Most authors, whatever their field of activity, whatever their amateur or professional status, have a genuine interest in favoring an ecosystem where works can be spread, re-used and derived in creative ways. The easier it is to re-use and derive works, the richer our cultures become.
To ensure the graceful functioning of this ecosystem, works of authorship should be free, and by freedom we mean:
- the freedom to use the work and enjoy the benefits of using it
- the freedom to study the work and to apply knowledge acquired from it
- the freedom to make and redistribute copies, in whole or in part, of the information or expression
- the freedom to make changes and improvements, and to distribute derivative works
These freedoms should be available to anyone, anywhere, anytime. They should not be restricted by the context in which the work is used. Creativity is the act of using an existing resource in a way that had not been envisioned before.
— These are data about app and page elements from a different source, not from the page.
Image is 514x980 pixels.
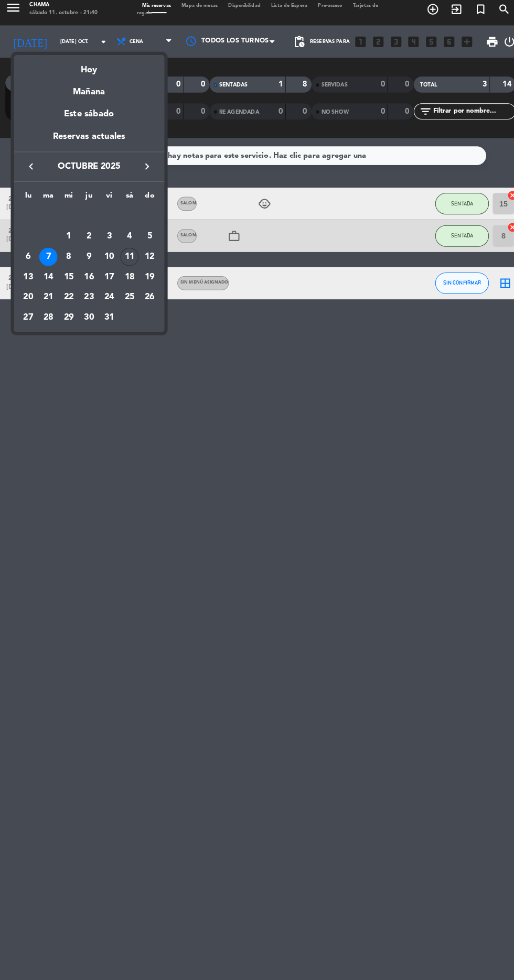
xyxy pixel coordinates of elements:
[20,267,41,287] td: 13 de octubre de 2025
[99,287,119,306] td: 24 de octubre de 2025
[100,248,118,266] div: 10
[81,288,99,306] div: 23
[139,267,159,287] td: 19 de octubre de 2025
[20,208,159,228] td: OCT.
[27,163,39,176] i: keyboard_arrow_left
[81,248,99,266] div: 9
[100,308,118,325] div: 31
[140,229,158,246] div: 5
[120,248,138,266] div: 11
[60,192,80,208] th: miércoles
[40,287,60,306] td: 21 de octubre de 2025
[60,247,80,267] td: 8 de octubre de 2025
[140,163,153,176] i: keyboard_arrow_right
[80,228,100,247] td: 2 de octubre de 2025
[20,306,41,327] td: 27 de octubre de 2025
[139,192,159,208] th: domingo
[60,228,80,247] td: 1 de octubre de 2025
[80,306,100,327] td: 30 de octubre de 2025
[99,192,119,208] th: viernes
[119,287,139,306] td: 25 de octubre de 2025
[16,60,163,82] div: Hoy
[81,308,99,325] div: 30
[20,287,41,306] td: 20 de octubre de 2025
[40,306,60,327] td: 28 de octubre de 2025
[24,163,43,176] button: keyboard_arrow_left
[41,308,59,325] div: 28
[140,268,158,286] div: 19
[21,248,39,266] div: 6
[100,288,118,306] div: 24
[80,247,100,267] td: 9 de octubre de 2025
[99,306,119,327] td: 31 de octubre de 2025
[16,133,163,155] div: Reservas actuales
[60,267,80,287] td: 15 de octubre de 2025
[61,248,79,266] div: 8
[119,228,139,247] td: 4 de octubre de 2025
[119,267,139,287] td: 18 de octubre de 2025
[80,192,100,208] th: jueves
[16,103,163,132] div: Este sábado
[100,229,118,246] div: 3
[41,288,59,306] div: 21
[40,192,60,208] th: martes
[61,288,79,306] div: 22
[20,192,41,208] th: lunes
[81,229,99,246] div: 2
[60,287,80,306] td: 22 de octubre de 2025
[61,229,79,246] div: 1
[119,247,139,267] td: 11 de octubre de 2025
[99,247,119,267] td: 10 de octubre de 2025
[139,247,159,267] td: 12 de octubre de 2025
[40,267,60,287] td: 14 de octubre de 2025
[99,267,119,287] td: 17 de octubre de 2025
[120,288,138,306] div: 25
[61,268,79,286] div: 15
[81,268,99,286] div: 16
[120,268,138,286] div: 18
[119,192,139,208] th: sábado
[140,288,158,306] div: 26
[80,287,100,306] td: 23 de octubre de 2025
[100,268,118,286] div: 17
[16,82,163,103] div: Mañana
[43,163,137,176] span: octubre 2025
[120,229,138,246] div: 4
[60,306,80,327] td: 29 de octubre de 2025
[41,268,59,286] div: 14
[99,228,119,247] td: 3 de octubre de 2025
[21,308,39,325] div: 27
[80,267,100,287] td: 16 de octubre de 2025
[139,287,159,306] td: 26 de octubre de 2025
[139,228,159,247] td: 5 de octubre de 2025
[41,248,59,266] div: 7
[61,308,79,325] div: 29
[21,288,39,306] div: 20
[137,163,156,176] button: keyboard_arrow_right
[40,247,60,267] td: 7 de octubre de 2025
[140,248,158,266] div: 12
[20,247,41,267] td: 6 de octubre de 2025
[21,268,39,286] div: 13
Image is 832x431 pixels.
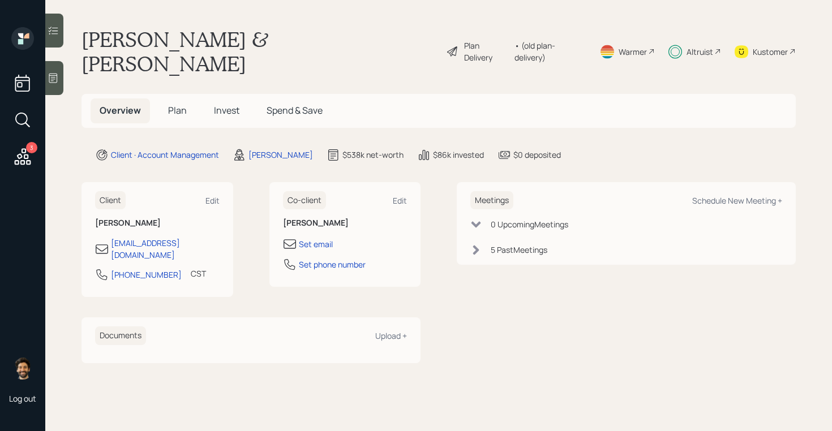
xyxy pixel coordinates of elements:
[283,191,326,210] h6: Co-client
[433,149,484,161] div: $86k invested
[214,104,239,117] span: Invest
[111,149,219,161] div: Client · Account Management
[491,244,547,256] div: 5 Past Meeting s
[111,269,182,281] div: [PHONE_NUMBER]
[470,191,514,210] h6: Meetings
[464,40,509,63] div: Plan Delivery
[753,46,788,58] div: Kustomer
[514,149,561,161] div: $0 deposited
[491,219,568,230] div: 0 Upcoming Meeting s
[299,259,366,271] div: Set phone number
[283,219,408,228] h6: [PERSON_NAME]
[687,46,713,58] div: Altruist
[11,357,34,380] img: eric-schwartz-headshot.png
[375,331,407,341] div: Upload +
[515,40,586,63] div: • (old plan-delivery)
[111,237,220,261] div: [EMAIL_ADDRESS][DOMAIN_NAME]
[343,149,404,161] div: $538k net-worth
[206,195,220,206] div: Edit
[95,219,220,228] h6: [PERSON_NAME]
[9,393,36,404] div: Log out
[249,149,313,161] div: [PERSON_NAME]
[168,104,187,117] span: Plan
[82,27,437,76] h1: [PERSON_NAME] & [PERSON_NAME]
[692,195,782,206] div: Schedule New Meeting +
[619,46,647,58] div: Warmer
[191,268,206,280] div: CST
[299,238,333,250] div: Set email
[95,327,146,345] h6: Documents
[26,142,37,153] div: 3
[267,104,323,117] span: Spend & Save
[100,104,141,117] span: Overview
[95,191,126,210] h6: Client
[393,195,407,206] div: Edit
In most countries however, these freedoms are not enforced but suppressed by the laws commonly named copyright laws. They consider authors as god-like creators and give them an exclusive monopoly as to how "their content" can be re-used. This monopoly impedes the flourishing of culture, and it does not even help the economic situation of authors so much as it protects the business model of the most powerful publishing companies.
In spite of those laws, authors can make their works free by choosing among a vast array of legal documents known as free licenses. For an author, choosing to put his work under a free license does not mean that he loses all his rights, but it gives to anyone the freedoms listed above.
It is important that any work that claims to be free provides, practically and without any risk, the aforementioned freedoms. This is why we hereafter give a precise definition of freedom for licenses and for works of authorship.